Flournoy studied a moment, twisting a pair of steel handcuffs in his giant hands. Finally he spoke:
"Plaster, I have a cabin down on the Coolie Bayou which I have given to three young married couples in succession on the condition that they live there in peace and amity one year."
"Yes, suh."
"Every couple broke up and got a divorce within nine months."
"Too bad, Marse John, dat's mighty po' luck."
"You niggers think you love each other until you get hitched and then you don't stay hitched."
"Some shorely don't--dey don't fer a fack."
"Now I make you and Pearline Flunder this offer. I will buy your marriage license, pay Vinegar Atts to marry you, bear all the expense of a church wedding, give you a job so you can support your wife, and I will make you a present of that cabin down on the Coolie Bayou if you and your wife will live together for three days without busting up in a row."
"Three days, Marse John!" the negro howled. "Boss, I motions to make it thurty years!"
"No!" Flournoy snapped. "Three days!"
"I's willin', Marse John," the negro laughed, cutting a caper on the grass.
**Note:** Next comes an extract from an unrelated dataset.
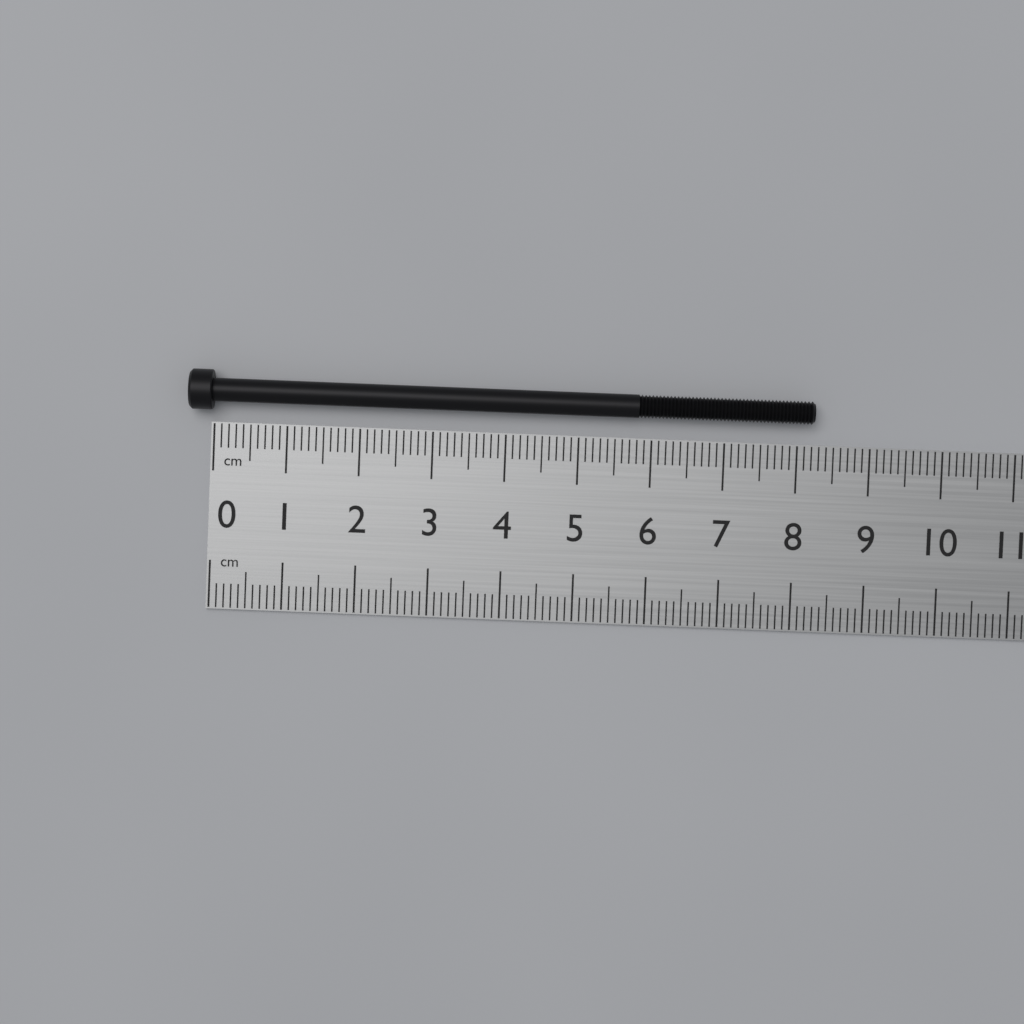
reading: 8.2 cm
"All right!" the sheriff said as he stooped and picked up a pair of handcuffs. "Now listen: I intend to cut the little chain on these two manacles and attach each cuff to a ten-foot chain. When you and Pearline are married, I am going to put one of these manacles around her wrist and one around your wrist"--the negro showed the whites of his eyes--"and bind you two honey-loves together with a ten-foot chain." The negro looked behind him toward the gate and the public highway, took a tighter grip upon his hat, and made a furtive step backward. "You are to remain bound together for three days." The negro smiled and stepped forward. "At the end of that time you are to come here and report, and if you agree to spend the remainder of your life together, the cabin is yours!"
"Make it a two-feets chain, Marse John, so us kin git clost to each yuther," Plaster pleaded.
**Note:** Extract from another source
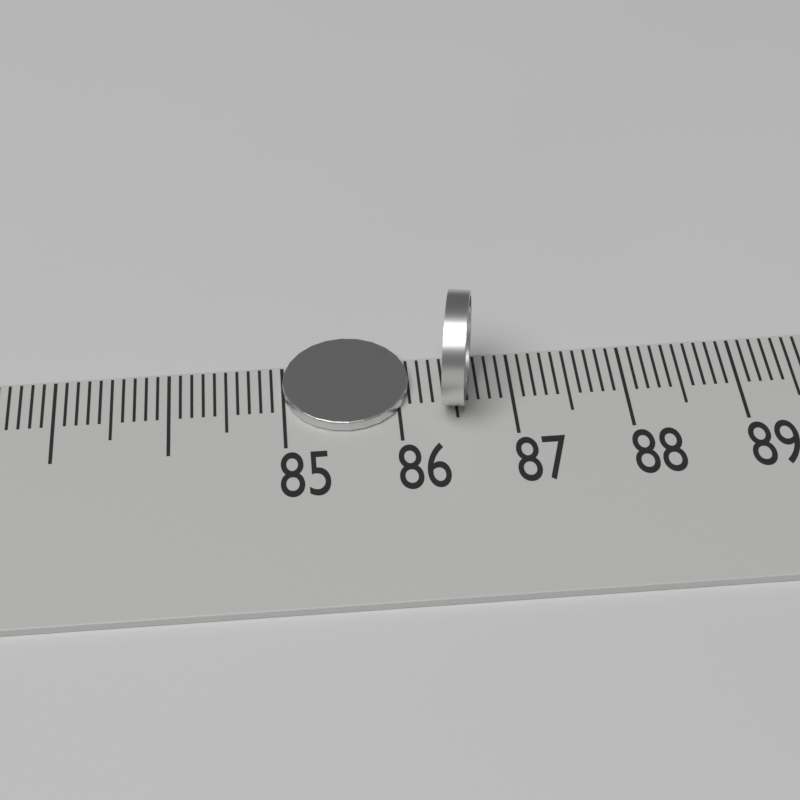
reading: 86.1 (no unit)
"What I have spoken I have spoken," Flournoy proclaimed autocratically. "Now, go tell your sweetheart all about it."
II.
The Big Four of Tickfall sat around a much bewhittled pine table in the Hen-Scratch saloon. The room was hazy with their tobacco smoke. Conversation languished. The session was about to adjourn until to-morrow at the same hour. Figger Bush laid his cigarette upon the edge of the table, lifted his head like a dog baying the moon, and chanted:
"O you muss be a lover of de landlady's daughter Or you cain't git a secont piece of pie!"
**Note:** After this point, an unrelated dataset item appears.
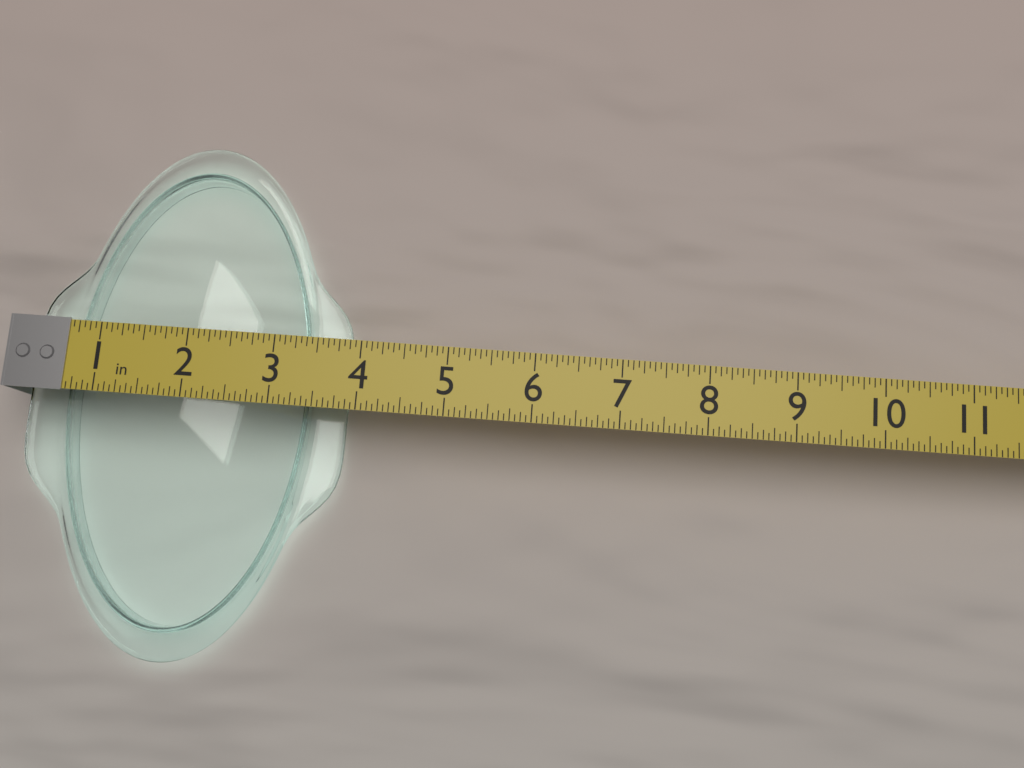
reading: 3.8125 in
Before the other could catch the tune, the green-baize doors of the saloon were thrown open and a white man entered. Every negro looked up into that granite face with its deep-set eyes, iron jaw, and rugged lines of strength and purpose, and smiled a joyful welcome:
"Mawnin', Marse John. 'Tain't no use to come sheriffin' down dis way. No niggers ain't done nothin'."
"I am hunting for a Methodist clergyman of color," Flournoy grinned.
"Boss," Vinegar Atts chuckled as he rose to his feet, "I's de blackest an' best nigger preacher whut is, an' I b'lieves in de Mefdis doctrine of fallin' from grace an' grease. Ef you misdoubts my words, ax my wife. Dat ole woman admits dat fack herse'f."
"I want you to perform a wedding ceremony at the Shoofly Church to-night at seven o'clock," the sheriff announced.
Instantly the Rev. Vinegar Atts thrust both hands into the pockets of his trousers and brought his hands out, turning out the pockets and showing them empty.
"Dar now, Figger Bush!" Vinegar bellowed. "I tole you dat de good Lawd would pervide a way fer me to pay fer dem near-booze grape-juices I been guzzlin' in yo' sinful saloom! Five dollars will sottle wid you an' leave a few change over fer seegaws."